The Global Picture
What has brought us to the world we now live in? In 2000, political pundits were predicting terrorist strikes, a destabilized Middle East and messy political situations around the world over the next seven years, leading to economic instability. They got the politics right but the economics all wrong. In fact, the global economy has grown over the past seven years faster than in any time in the last 40 years.
That elegant analysis came from Dr. Fareed Zakaria. The editor of Newsweek International was a keynote speaker at the mid-April Global Sourcing Forum in Toronto, the brainchild of the non-profit Centre for Outsourcing Research & Education (www.core-outsourcing.org).
What does global sourcing have to do with mining? That’s easy. The copper in your pipes may have come from a mine in British Columbia, Chile or Mongolia. The guy manning your help desk could be down the hall or in any other location on Earth, as long as the language and time zone are compatible. You could look on global sourcing as a threat, but it is just as much an opportunity.
Here are a few thoughts that Zakaria shared with his audience.
Today’s positive economic shock is that 2.3 billion people–the populations of China and India–have joined the global economy and have been fuelling the current growth since 1992, India at 5% per year and China at 7%. Technology has played a part in this. Today’s large ships have reduced the cost of transportation essentially to zero. Thanks to the IT bubble of the late 1990s, the whole world is wired with fibre optic cable and can communicate instantly.
The thirst for energy is strong. Saying “No” to nuclear energy is saying “Yes” to coal-fired plants, and conventional coal is the dirtiest source of energy by far. The coal-fired generators that China and India have already committed to building are going to emit five times the total CO2 that would be saved if the Kyoto Accord were completely implemented. If you don’t deal with this fact, you are not dealing with the real global warming problem.
Global solutions are needed for many of today’s largest challenges, but the global institutions are extremely weak. Perhaps the future will be in regional organizations with some direction from the United Nations.
Canada has two things going for it economically. First, it is a resource-rich country with a variety of resources that will continue to be in demand. As one of only two such countries that are not kleptocracies (Norway is the other), Canada can make long-term investments to develop its resources efficiently, realizing their maximum value.
Canada has other advantages–it is English-speaking, and has an impeccable economy and close ties to both the United States and Europe–that should allow it to excel in the knowledge economy, and yet it is not a major player in cutting-edge products for the financial and banking industries, and its universities do not rank among the top in the world. Unless we make a more significant effort, the poorer end of the workforce will suffer. We have to equip people with little postsecondary education to manage if their jobs are disrupted by global sourcing.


» **The problem**
Would you reproduce all of the entries exactly?

++++++++++

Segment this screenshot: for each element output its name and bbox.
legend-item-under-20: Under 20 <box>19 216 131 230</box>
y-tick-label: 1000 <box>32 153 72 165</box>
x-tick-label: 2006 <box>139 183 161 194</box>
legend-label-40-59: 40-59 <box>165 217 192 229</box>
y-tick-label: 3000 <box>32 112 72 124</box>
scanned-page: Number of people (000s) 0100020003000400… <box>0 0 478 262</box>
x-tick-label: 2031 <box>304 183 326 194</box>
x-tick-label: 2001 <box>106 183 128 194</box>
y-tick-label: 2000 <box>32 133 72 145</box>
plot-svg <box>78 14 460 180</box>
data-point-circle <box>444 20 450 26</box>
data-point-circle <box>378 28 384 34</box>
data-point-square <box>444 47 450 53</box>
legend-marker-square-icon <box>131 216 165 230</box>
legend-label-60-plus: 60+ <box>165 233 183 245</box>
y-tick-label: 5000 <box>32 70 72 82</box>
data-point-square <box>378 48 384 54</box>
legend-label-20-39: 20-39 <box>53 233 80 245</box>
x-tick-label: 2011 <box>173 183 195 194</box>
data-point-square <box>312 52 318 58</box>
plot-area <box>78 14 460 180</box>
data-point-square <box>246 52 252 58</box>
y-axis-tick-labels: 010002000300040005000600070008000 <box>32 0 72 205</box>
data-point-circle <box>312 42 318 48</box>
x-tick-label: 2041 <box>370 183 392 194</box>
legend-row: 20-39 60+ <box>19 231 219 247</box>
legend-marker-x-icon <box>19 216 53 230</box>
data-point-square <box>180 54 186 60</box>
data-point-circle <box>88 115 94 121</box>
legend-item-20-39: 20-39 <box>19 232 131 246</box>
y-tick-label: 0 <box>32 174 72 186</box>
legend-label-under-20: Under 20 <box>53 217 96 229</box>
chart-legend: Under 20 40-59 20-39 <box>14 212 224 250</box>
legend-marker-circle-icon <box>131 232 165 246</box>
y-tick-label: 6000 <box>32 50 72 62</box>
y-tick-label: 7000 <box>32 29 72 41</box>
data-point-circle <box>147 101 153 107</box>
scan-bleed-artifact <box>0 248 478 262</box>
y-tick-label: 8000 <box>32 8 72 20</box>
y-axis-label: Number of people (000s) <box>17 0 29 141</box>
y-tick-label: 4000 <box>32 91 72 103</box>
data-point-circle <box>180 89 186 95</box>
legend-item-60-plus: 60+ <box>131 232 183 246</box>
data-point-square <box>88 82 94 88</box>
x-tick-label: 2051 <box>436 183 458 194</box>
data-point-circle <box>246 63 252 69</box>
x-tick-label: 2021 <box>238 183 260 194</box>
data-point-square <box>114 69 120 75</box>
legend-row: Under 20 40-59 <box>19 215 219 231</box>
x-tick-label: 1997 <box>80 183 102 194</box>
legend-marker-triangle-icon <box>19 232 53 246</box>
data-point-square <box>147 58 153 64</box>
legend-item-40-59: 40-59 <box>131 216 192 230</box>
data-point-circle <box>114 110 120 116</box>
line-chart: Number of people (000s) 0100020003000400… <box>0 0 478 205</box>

++++++++++

» **Response**
Segment this screenshot: for each element output its name and bbox.
legend-item-under-20: Under 20 <box>19 216 131 230</box>
y-tick-label: 1000 <box>32 153 72 165</box>
x-tick-label: 2006 <box>139 183 161 194</box>
legend-label-40-59: 40-59 <box>165 217 192 229</box>
y-tick-label: 3000 <box>32 112 72 124</box>
scanned-page: Number of people (000s) 0100020003000400… <box>0 0 478 262</box>
x-tick-label: 2031 <box>304 183 326 194</box>
x-tick-label: 2001 <box>106 183 128 194</box>
y-tick-label: 2000 <box>32 133 72 145</box>
plot-svg <box>78 14 460 180</box>
data-point-circle <box>444 20 450 26</box>
data-point-circle <box>378 28 384 34</box>
data-point-square <box>444 47 450 53</box>
legend-marker-square-icon <box>131 216 165 230</box>
legend-label-60-plus: 60+ <box>165 233 183 245</box>
y-tick-label: 5000 <box>32 70 72 82</box>
data-point-square <box>378 48 384 54</box>
legend-label-20-39: 20-39 <box>53 233 80 245</box>
x-tick-label: 2011 <box>173 183 195 194</box>
data-point-square <box>312 52 318 58</box>
plot-area <box>78 14 460 180</box>
data-point-square <box>246 52 252 58</box>
y-axis-tick-labels: 010002000300040005000600070008000 <box>32 0 72 205</box>
data-point-circle <box>312 42 318 48</box>
x-tick-label: 2041 <box>370 183 392 194</box>
legend-row: 20-39 60+ <box>19 231 219 247</box>
legend-marker-x-icon <box>19 216 53 230</box>
data-point-square <box>180 54 186 60</box>
data-point-circle <box>88 115 94 121</box>
legend-item-20-39: 20-39 <box>19 232 131 246</box>
y-tick-label: 0 <box>32 174 72 186</box>
legend-label-under-20: Under 20 <box>53 217 96 229</box>
chart-legend: Under 20 40-59 20-39 <box>14 212 224 250</box>
legend-marker-circle-icon <box>131 232 165 246</box>
y-tick-label: 6000 <box>32 50 72 62</box>
y-tick-label: 7000 <box>32 29 72 41</box>
data-point-circle <box>147 101 153 107</box>
scan-bleed-artifact <box>0 248 478 262</box>
y-tick-label: 8000 <box>32 8 72 20</box>
y-axis-label: Number of people (000s) <box>17 0 29 141</box>
y-tick-label: 4000 <box>32 91 72 103</box>
data-point-circle <box>180 89 186 95</box>
legend-item-60-plus: 60+ <box>131 232 183 246</box>
data-point-square <box>88 82 94 88</box>
x-tick-label: 2051 <box>436 183 458 194</box>
data-point-circle <box>246 63 252 69</box>
x-tick-label: 2021 <box>238 183 260 194</box>
data-point-square <box>114 69 120 75</box>
legend-row: Under 20 40-59 <box>19 215 219 231</box>
x-tick-label: 1997 <box>80 183 102 194</box>
legend-marker-triangle-icon <box>19 232 53 246</box>
data-point-square <box>147 58 153 64</box>
legend-item-40-59: 40-59 <box>131 216 192 230</box>
data-point-circle <box>114 110 120 116</box>
line-chart: Number of people (000s) 0100020003000400… <box>0 0 478 205</box>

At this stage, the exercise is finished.